Summarize, test, and check. When you’re all done, summarize (for yourself) what you’ve written. Compare the text with your introduction and your objectives. Did you write what you said you would? Does your procedure fit the scope you mentioned in the introduction? If not, revise either the introduction or the procedure.
Have an end user test your draft, by trying to follow it. This can be a great help in pinpointing words, phrases, or paragraphs that are unclear.
Finally check your writing for spelling and punctuation. It would be embarrassing to have typEs in something official, like a safety and health procedure.
Preparing Guidelines
When writing guidelines (such as general information on safety and other matters for new employees), follow the same approach as for procedures, but you may be explaining rather than instructing. For guidelines such as policy summaries or company and plant regulations, write explanatory material as statements (“So and so is done” rather than “Do it this way”). Give examples when helpful don’t assume the reader understands. Write guidelines in a consistent format: headings, indents, boldface type, plenty of white space.

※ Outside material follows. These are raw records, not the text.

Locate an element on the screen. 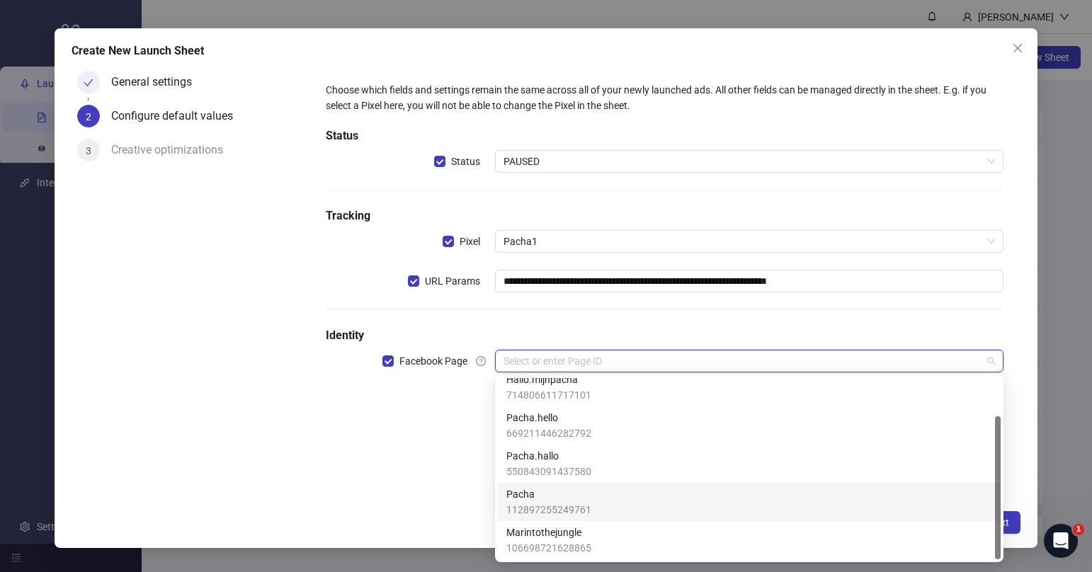  span: Facebook Page is located at coordinates (434, 361).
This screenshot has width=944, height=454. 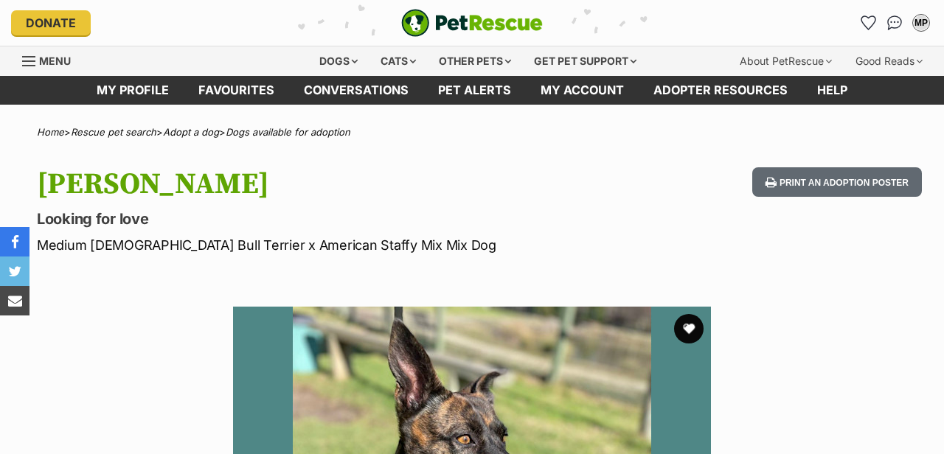 I want to click on a: Menu, so click(x=52, y=60).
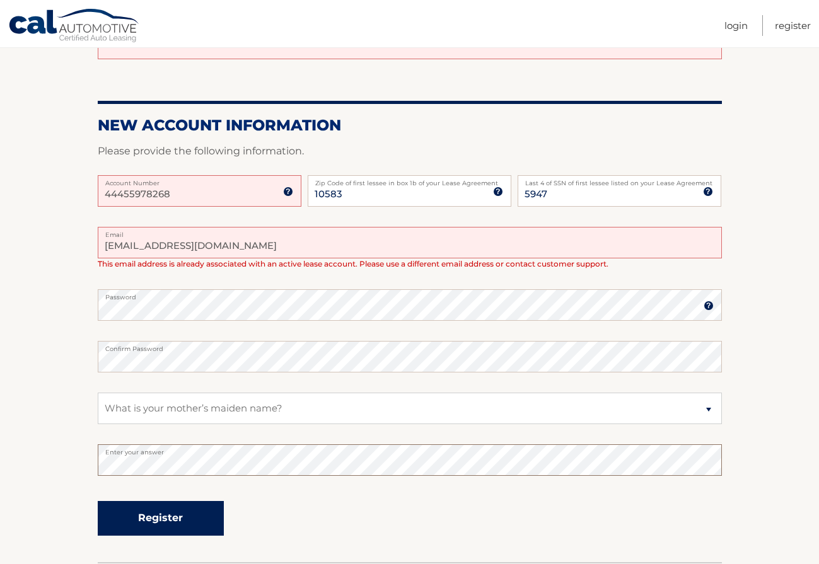 Image resolution: width=819 pixels, height=564 pixels. What do you see at coordinates (792, 25) in the screenshot?
I see `a: Register` at bounding box center [792, 25].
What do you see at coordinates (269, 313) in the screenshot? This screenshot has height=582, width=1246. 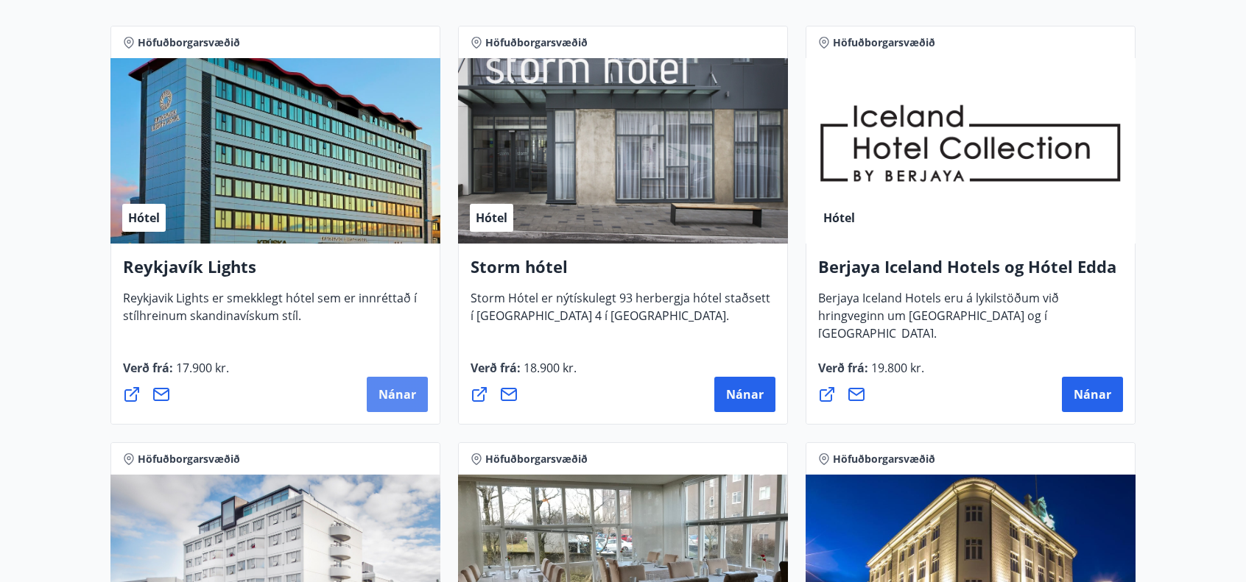 I see `span: Reykjavik Lights er smekklegt hótel sem er innréttað í stílhreinum skandinavískum stíl.` at bounding box center [269, 313].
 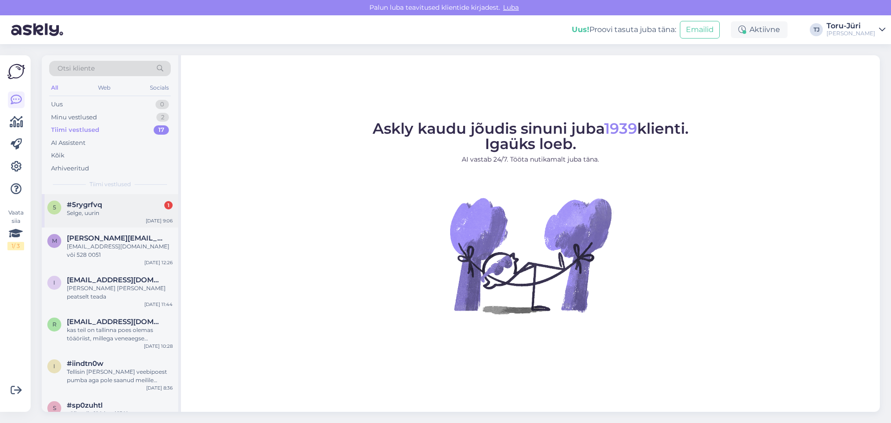 I want to click on div: TJ, so click(x=816, y=30).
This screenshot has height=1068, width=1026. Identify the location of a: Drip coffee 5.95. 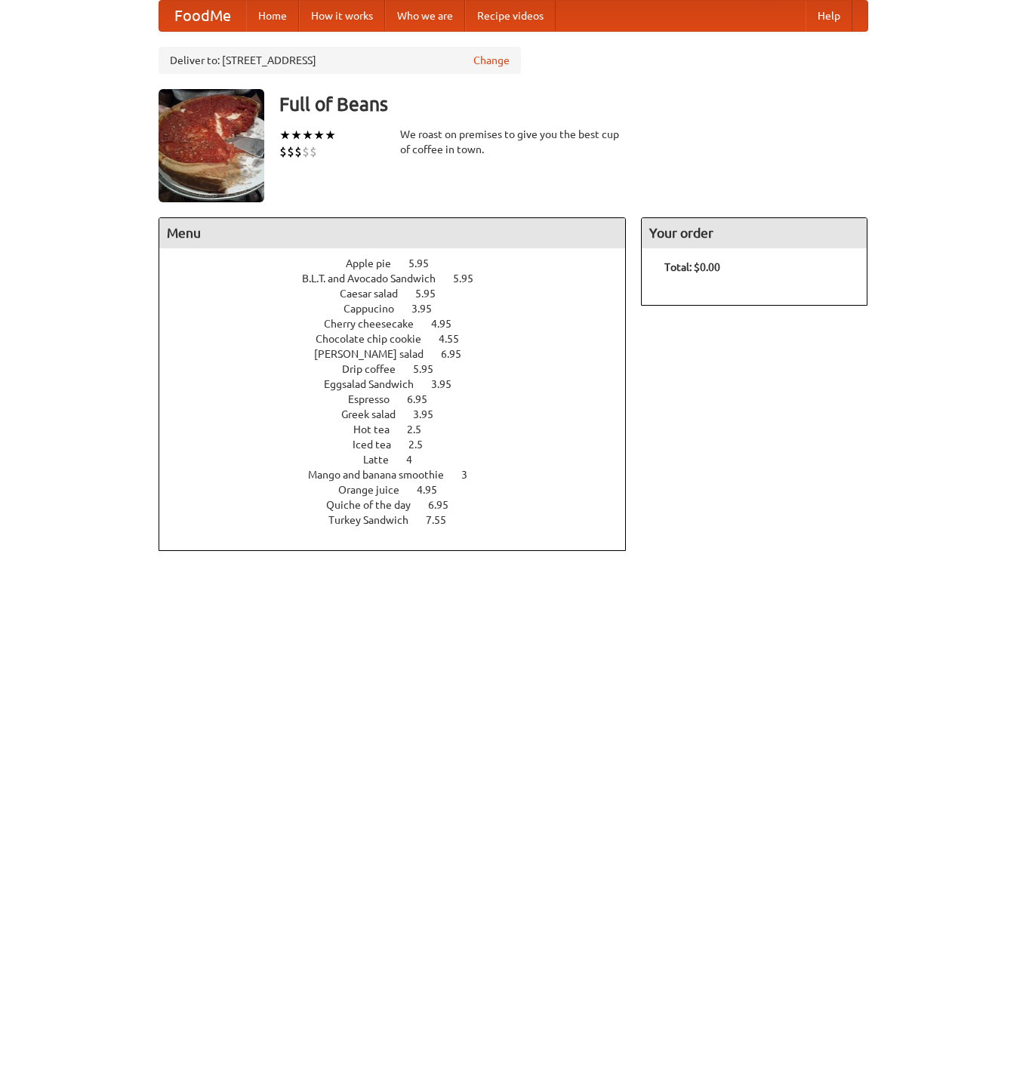
(402, 369).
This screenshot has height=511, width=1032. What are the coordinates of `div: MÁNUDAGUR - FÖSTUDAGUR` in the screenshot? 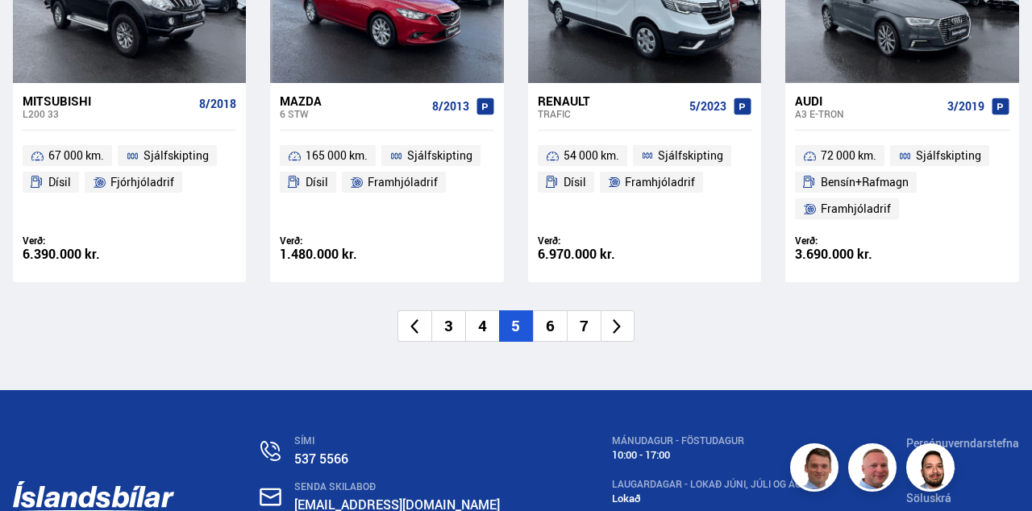 It's located at (716, 441).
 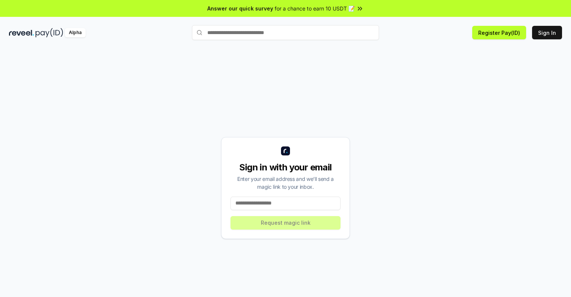 I want to click on div: Alpha, so click(x=75, y=33).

Preparation Can Be Painless
Developing safety procedures and guidelines can be relatively easy, even fun, and certainly rewarding. Just put yourself in the reader’s shoes, and write the sort of straightforward, clear procedure that any reader is looking for. The reader wants to stay out of trouble, avoid injury, and do an effective job for the company. You can help. It’s important work, and if you’ll follow the simple rules mentioned above, it can be a fulfilling experience.
In summing up, your effort can make a difference in making your company more productive and in keeping your fellow employees safe and healthy. What more could you ask?